- Richard Goldberg
Saudi CrownPrince Mohammed bin Salman has reportedly made a joint U.S.-Saudi nuclear-enrichment program a top condition for a peace deal with Israel. This is untenable. The U.S. can't discount the potential for a future Saudi leader to use an industrial-scale enrichment infrastructure to produce fissile material as part of a nuclear weapons program. Once Saudi Arabia builds an enrichment program, Turkey and Egypt will want one too. A race to enrich throughout one of the world's most dangerous and unstable regions is a national-security recipe for disaster.
But when America tells a Saudi official that the U.S. can't support enrichment on Saudi soil, an obvious question comes back quickly: You're saying you can support an enrichment program in Iran, which is trying to kill Americans every day, but you can't support an enrichment program in Saudi Arabia, a close strategic partner? After all, the 2015 nuclear deal and subsequent negotiations have all but normalized illicit Iranian nuclear activity.
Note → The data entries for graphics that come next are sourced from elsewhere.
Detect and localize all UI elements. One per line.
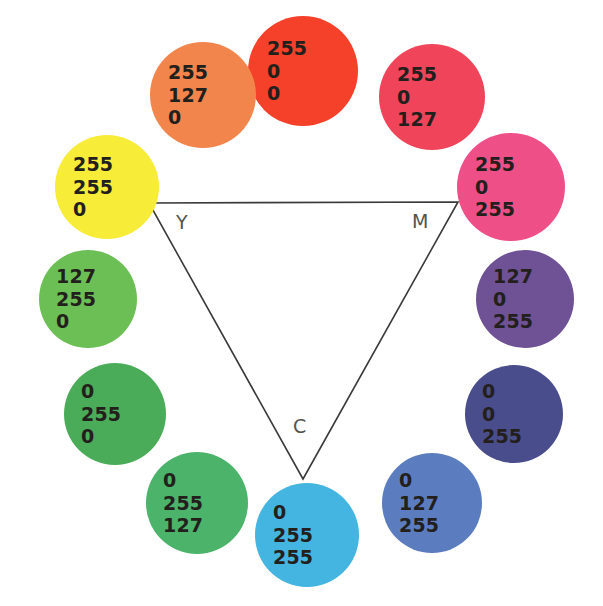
swatch-value-g: 255: [163, 492, 203, 514]
swatch-value-g: 0: [475, 176, 488, 198]
swatch-azure: 0127255: [382, 453, 482, 553]
swatch-value-r: 255: [73, 153, 113, 175]
swatch-value-g: 127: [168, 84, 208, 106]
swatch-value-r: 0: [81, 380, 94, 402]
swatch-yellow: 2552550: [55, 135, 159, 239]
swatch-value-r: 255: [168, 61, 208, 83]
swatch-rgb-values: 0127255: [397, 469, 439, 536]
swatch-value-r: 0: [273, 501, 286, 523]
swatch-value-g: 255: [56, 288, 96, 310]
vertex-yellow-label: Y: [176, 211, 188, 233]
swatch-value-g: 0: [493, 288, 506, 310]
swatch-value-g: 127: [399, 492, 439, 514]
vertex-cyan-label: C: [293, 415, 307, 437]
swatch-rgb-values: 02550: [79, 380, 121, 447]
swatch-violet: 1270255: [476, 250, 574, 348]
swatch-value-b: 0: [168, 106, 181, 128]
swatch-rgb-values: 2552550: [71, 153, 113, 220]
swatch-value-g: 0: [482, 403, 495, 425]
swatch-magenta: 2550255: [457, 133, 565, 241]
swatch-blue: 00255: [465, 365, 563, 463]
swatch-cyan: 0255255: [255, 483, 359, 587]
swatch-rgb-values: 2550127: [395, 63, 437, 130]
swatch-value-g: 255: [81, 403, 121, 425]
swatch-value-b: 255: [475, 198, 515, 220]
swatch-value-b: 0: [56, 310, 69, 332]
swatch-value-g: 0: [267, 60, 280, 82]
swatch-value-b: 0: [267, 82, 280, 104]
swatch-spring-green: 0255127: [146, 452, 248, 554]
swatch-rgb-values: 25500: [265, 37, 307, 104]
swatch-value-r: 0: [163, 469, 176, 491]
swatch-orange: 2551270: [150, 42, 256, 148]
swatch-rgb-values: 1272550: [54, 265, 96, 332]
swatch-value-r: 127: [56, 265, 96, 287]
swatch-value-r: 255: [397, 63, 437, 85]
color-wheel-figure: 2550025501272550255127025500255012725502…: [0, 0, 603, 606]
swatch-value-b: 127: [163, 514, 203, 536]
swatch-value-b: 255: [399, 514, 439, 536]
vertex-magenta-label: M: [412, 210, 429, 232]
swatch-rgb-values: 00255: [480, 380, 522, 447]
swatch-value-g: 255: [273, 524, 313, 546]
swatch-rgb-values: 1270255: [491, 265, 533, 332]
swatch-value-b: 255: [482, 425, 522, 447]
cmy-triangle-outline: [149, 202, 458, 479]
swatch-rose: 2550127: [379, 44, 485, 150]
swatch-value-b: 0: [73, 198, 86, 220]
swatch-rgb-values: 0255127: [161, 469, 203, 536]
swatch-rgb-values: 2550255: [473, 153, 515, 220]
swatch-rgb-values: 2551270: [166, 61, 208, 128]
swatch-rgb-values: 0255255: [271, 501, 313, 568]
swatch-green: 02550: [64, 363, 166, 465]
swatch-value-b: 0: [81, 425, 94, 447]
swatch-value-b: 127: [397, 108, 437, 130]
swatch-value-r: 0: [399, 469, 412, 491]
swatch-value-r: 255: [267, 37, 307, 59]
swatch-value-g: 0: [397, 86, 410, 108]
swatch-chartreuse: 1272550: [39, 250, 137, 348]
swatch-value-r: 0: [482, 380, 495, 402]
swatch-value-g: 255: [73, 176, 113, 198]
swatch-value-r: 127: [493, 265, 533, 287]
swatch-value-b: 255: [273, 546, 313, 568]
swatch-value-b: 255: [493, 310, 533, 332]
swatch-red: 25500: [248, 16, 358, 126]
swatch-value-r: 255: [475, 153, 515, 175]
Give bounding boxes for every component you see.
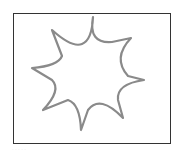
figure-caption: · · · · · (12, 146, 26, 152)
eight-point-star-icon (0, 0, 179, 152)
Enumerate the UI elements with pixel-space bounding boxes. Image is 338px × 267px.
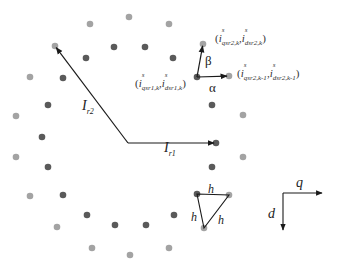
space-vector-diagram xyxy=(0,0,338,267)
triangle-side-label-top: h xyxy=(208,183,214,195)
inner-vector-dot xyxy=(209,102,216,109)
sub-d: dsr2,k xyxy=(245,39,262,47)
sub-d: dsr2,k-1 xyxy=(273,74,296,82)
sub-q: qsr2,k-1 xyxy=(244,74,267,82)
inner-vector-dot xyxy=(143,222,150,229)
inner-vector-dot xyxy=(84,212,91,219)
inner-vector-dot xyxy=(45,102,52,109)
sup-s: s xyxy=(142,72,145,79)
outer-vector-dot xyxy=(240,154,247,161)
paren-close: ) xyxy=(182,77,186,89)
alpha-arrow xyxy=(197,76,227,77)
coord-label-sr2-k: (isqsr2,k,isdsr2,k) xyxy=(215,33,266,47)
paren-close: ) xyxy=(262,32,266,44)
inner-vector-dot xyxy=(111,44,118,51)
inner-vector-dot xyxy=(209,164,216,171)
outer-vector-dot xyxy=(127,252,134,259)
paren-close: ) xyxy=(296,67,300,79)
outer-vector-dot xyxy=(27,74,34,81)
inner-vector-dot xyxy=(112,222,119,229)
inner-vector-dot xyxy=(171,212,178,219)
sub-q: qsr2,k xyxy=(222,39,239,47)
outer-vector-dot xyxy=(87,21,94,28)
inner-vector-dot xyxy=(170,55,177,62)
outer-vector-dot xyxy=(27,193,34,200)
beta-arrow xyxy=(197,46,203,77)
outer-vector-dot xyxy=(166,21,173,28)
sub-d: dsr1,k xyxy=(165,84,182,92)
outer-vector-dot xyxy=(240,112,247,119)
coord-label-sr1-k: (isqsr1,k,isdsr1,k) xyxy=(135,78,186,92)
inner-vector-dot xyxy=(60,75,67,82)
outer-vector-dot xyxy=(126,14,133,21)
inner-vector-dot xyxy=(83,55,90,62)
inner-ring-vectors xyxy=(39,44,220,229)
label-beta: β xyxy=(205,54,212,67)
inner-vector-dot xyxy=(60,192,67,199)
d-axis-label: d xyxy=(268,207,275,221)
vector-i-r2-arrow xyxy=(56,48,128,143)
sub-q: qsr1,k xyxy=(142,84,159,92)
outer-vector-dot xyxy=(89,245,96,252)
inner-vector-dot xyxy=(39,134,46,141)
outer-ring-vectors xyxy=(13,14,247,259)
label-i-r1: Ir1 xyxy=(164,141,176,158)
sup-s: s xyxy=(245,27,248,34)
inner-vector-dot xyxy=(45,164,52,171)
outer-vector-dot xyxy=(166,245,173,252)
outer-vector-dot xyxy=(54,224,61,231)
triangle-side-label-right: h xyxy=(218,214,224,226)
label-i-r2: Ir2 xyxy=(82,99,94,116)
sup-s: s xyxy=(273,62,276,69)
sup-s: s xyxy=(244,62,247,69)
sup-s: s xyxy=(165,72,168,79)
sup-s: s xyxy=(222,27,225,34)
outer-vector-dot xyxy=(13,154,20,161)
label-i-r1-sub: r1 xyxy=(169,149,176,158)
q-axis-label: q xyxy=(296,176,303,190)
triangle-side-label-left: h xyxy=(191,211,197,223)
coord-label-sr2-k-1: (isqsr2,k-1,isdsr2,k-1) xyxy=(237,68,300,82)
outer-vector-dot xyxy=(13,113,20,120)
label-i-r2-sub: r2 xyxy=(87,107,94,116)
inner-vector-dot xyxy=(142,44,149,51)
hexagon-triangle xyxy=(197,194,229,228)
label-alpha: α xyxy=(209,81,216,94)
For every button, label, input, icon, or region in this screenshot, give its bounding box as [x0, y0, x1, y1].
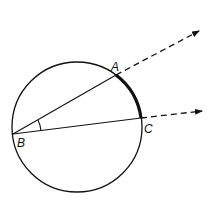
ray-BC-extension: [141, 111, 202, 118]
diagram-svg: A B C: [0, 0, 217, 206]
angle-ABC-mark: [38, 120, 41, 131]
ray-BA-extension: [116, 31, 199, 75]
label-C: C: [144, 122, 153, 136]
chord-BC: [13, 118, 141, 134]
intercepted-arc-AC: [116, 75, 141, 118]
label-A: A: [110, 60, 119, 74]
label-B: B: [17, 136, 25, 150]
diagram-canvas: A B C: [0, 0, 217, 206]
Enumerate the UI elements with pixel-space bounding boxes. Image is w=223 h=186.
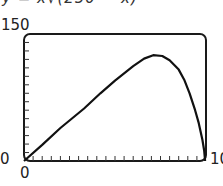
plot-frame (24, 34, 206, 161)
data-curve (24, 55, 205, 161)
chart-plot-area (0, 0, 223, 186)
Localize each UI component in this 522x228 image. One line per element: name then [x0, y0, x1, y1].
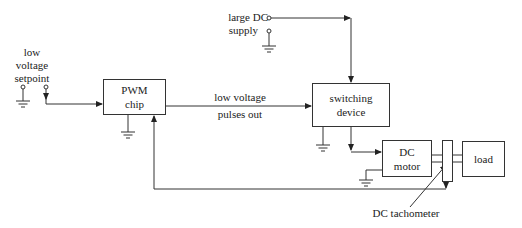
supply-label: large DC supply	[216, 11, 268, 37]
supply-label-line2: supply	[216, 24, 268, 37]
setpoint-label: low voltage setpoint	[4, 46, 60, 85]
pulses-label-line2: pulses out	[195, 108, 285, 121]
supply-terminals	[262, 16, 351, 82]
tachometer-block	[442, 140, 453, 182]
dc-motor-block: DC motor	[382, 140, 432, 177]
supply-label-line1: large DC	[216, 11, 268, 24]
tachometer-label: DC tachometer	[356, 207, 456, 220]
setpoint-label-line3: setpoint	[4, 72, 60, 85]
load-block-label: load	[474, 152, 493, 166]
pwm-motor-control-diagram: low voltage setpoint large DC supply low…	[0, 0, 522, 228]
switching-device-block: switching device	[312, 83, 390, 127]
motor-block-line1: DC	[399, 145, 414, 159]
motor-ground-icon	[359, 170, 382, 186]
switching-block-line1: switching	[330, 91, 373, 105]
pwm-chip-block: PWM chip	[103, 79, 166, 115]
setpoint-label-line2: voltage	[4, 59, 60, 72]
switching-ground-icon	[316, 127, 330, 151]
load-block: load	[462, 141, 505, 177]
pwm-ground-icon	[121, 115, 135, 138]
setpoint-label-line1: low	[4, 46, 60, 59]
pulses-label: low voltage pulses out	[195, 92, 285, 121]
switching-block-line2: device	[337, 105, 366, 119]
motor-block-line2: motor	[394, 159, 420, 173]
setpoint-terminals	[16, 85, 102, 107]
pulses-label-line1: low voltage	[195, 91, 285, 104]
pwm-block-line1: PWM	[121, 83, 147, 97]
pwm-block-line2: chip	[125, 97, 144, 111]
The results of a policy that legitimizes enrichment on Iranian soil are on full display. Iran has raced over the past two years to produce enough near-weapons-grade enriched uranium to produce several nuclear bombs in a matter of weeks.
The writer, a former National Security Council official, is a senior adviser at the Foundation for Defense of Democracies.
The writer, a former National Security Council official, is a senior adviser at the Foundation for Defense of Democracies.